I've been sifting through the working folders for my blog
over the past 15 years. Quite a trio down memory lane. I extracted all the
Revit files so they don't clog up my Onedrive. Instead I'm uploading them to
ACC so that future upgrades will be easier.
It's quite reassuring to see so many files skip forward ten or more versions
without incident. Once in the cloud I can organise the views and sheets to make
all this work more accessible, firstly to me, and then... let's see.
The image includes some fascinating early dabbling in the Corinthian Order.
This is around the time I started an ongoing dialogue with Paul Aubin which has
since matured into a lasting friendship. I was trying to make the point that
the classical orders allow for much more diversity than is often assumed. I
also believe that a relatively crude abstraction can do the job for most
situations.
The search for better generic furniture was a regular topic in the early years
of my blog. And then there all those ventures into Point World. Those were
heady days. What's another geometry challenge I can tackle? Oh, I know...
Bavarian Baroque.
Sure do miss my buddy Bernhard. Gone too soon.
It's been great fun revisiting this little adventure. For my
2013 parametric pumpkin submission I went a bit over the top, creating Revit
versions of three of Mauritz Escher's mindbending prints.
The dividing line between craftsmanship and art is very difficult to define.
Printmaking can be pure craft, working to order. Escher was the consummate
craftsman from wood engraving to lithography, but he used that skill to express
his artistic vision. Much of his work explores the paradox of capturing our
three dimensional world on a flat piece of paper.
My pumpkin pieces explored the possibility of BIM as an artistic medium. How to
scale complex objects is another theme, one that also concerned Escher. Here
the mixing of different viewpoints throws our mind into confusion.
"This is not a stair." Revit has an implied gravity, so a stair on
its side will be a generic model. This is not a pipe. My scaleable pipe family
imitates copper plumbing. I had an object like this in my twenties. Kept in my
toolbag but used for something else.
Lots more jokes and trickery in there, but that's enough for tonight.
Still Life Street. Another tribute to M. C. Escher as part
of my 2013 submission to Zach Kron's Parametric Pumpkin competition. This has
also found it's way onto the Autodesk Cloud as part of my ongoing efforts to
tidy up and future proof my BIM pencil work of the past 15 years or so.
Metamorphosis, Giantism, games within games. This was a tremendous learning
experience for me and I like to think a source of inspiration for others. This
phase of my work has passed away now. It reached a natural conclusion then gave
way to Project Soane, Notre Dame and other subsequent ventures exploring
history with BIM.
But that annual competition motivated to push technical boundaries and to look
for the poetic potential of Revit. So often it is regarded as a rigid, clunky
tool. So often we hear the call to rebrand BIM as information management. I
understand why. But I choose to be a artist and to place my BIM work in the
context of hundreds of years of creative expression by designers and builders.
Do we really think we will get to a better world by managing the hell out of
life? Yes I embrace digital tools and greater productivity. But none of that
will ever move my soul like a baroque church or a medieval town.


* Exercise details: Report back each line of the records that contains the string "this".

——

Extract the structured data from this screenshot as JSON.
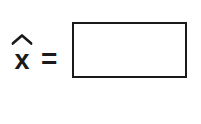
{
  "canvas": {
    "width_px": 201,
    "height_px": 124,
    "background_color": "#ffffff",
    "ink_color": "#1a1a1a"
  },
  "equation": {
    "variable_symbol": "x",
    "accent_icon": "circumflex-hat-icon",
    "accent_description": "hat",
    "full_notation": "x̂",
    "equals_symbol": "=",
    "answer_box": {
      "value": "",
      "placeholder": "",
      "border_color": "#1a1a1a",
      "fill_color": "#ffffff",
      "width_px": 115,
      "height_px": 56
    }
  }
}
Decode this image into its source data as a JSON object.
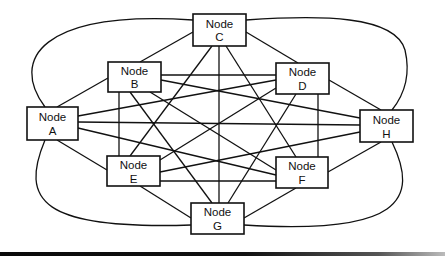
{
  "diagram": {
    "type": "fully-connected-graph",
    "nodes": [
      {
        "id": "A",
        "line1": "Node",
        "line2": "A",
        "x": 27,
        "y": 107,
        "w": 51,
        "h": 33
      },
      {
        "id": "B",
        "line1": "Node",
        "line2": "B",
        "x": 108,
        "y": 62,
        "w": 53,
        "h": 30
      },
      {
        "id": "C",
        "line1": "Node",
        "line2": "C",
        "x": 193,
        "y": 14,
        "w": 53,
        "h": 32
      },
      {
        "id": "D",
        "line1": "Node",
        "line2": "D",
        "x": 276,
        "y": 63,
        "w": 53,
        "h": 31
      },
      {
        "id": "H",
        "line1": "Node",
        "line2": "H",
        "x": 360,
        "y": 110,
        "w": 53,
        "h": 32
      },
      {
        "id": "E",
        "line1": "Node",
        "line2": "E",
        "x": 107,
        "y": 156,
        "w": 53,
        "h": 30
      },
      {
        "id": "F",
        "line1": "Node",
        "line2": "F",
        "x": 276,
        "y": 157,
        "w": 52,
        "h": 31
      },
      {
        "id": "G",
        "line1": "Node",
        "line2": "G",
        "x": 191,
        "y": 203,
        "w": 53,
        "h": 31
      }
    ],
    "edges": [
      [
        "A",
        "B"
      ],
      [
        "A",
        "E"
      ],
      [
        "A",
        "D"
      ],
      [
        "A",
        "H"
      ],
      [
        "A",
        "F"
      ],
      [
        "B",
        "C"
      ],
      [
        "B",
        "D"
      ],
      [
        "B",
        "H"
      ],
      [
        "B",
        "E"
      ],
      [
        "B",
        "G"
      ],
      [
        "B",
        "F"
      ],
      [
        "C",
        "D"
      ],
      [
        "C",
        "E"
      ],
      [
        "C",
        "G"
      ],
      [
        "C",
        "F"
      ],
      [
        "D",
        "H"
      ],
      [
        "D",
        "E"
      ],
      [
        "D",
        "G"
      ],
      [
        "D",
        "F"
      ],
      [
        "H",
        "F"
      ],
      [
        "H",
        "E"
      ],
      [
        "E",
        "F"
      ],
      [
        "E",
        "G"
      ],
      [
        "F",
        "G"
      ]
    ],
    "curved_edges": [
      [
        "A",
        "C"
      ],
      [
        "C",
        "H"
      ],
      [
        "A",
        "G"
      ],
      [
        "H",
        "G"
      ]
    ],
    "line_color": "#111111",
    "node_fill": "#ffffff"
  }
}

——

* Exercise solution:
Extract the structured data from this screenshot as JSON.
Decode this image into its source data as a JSON object.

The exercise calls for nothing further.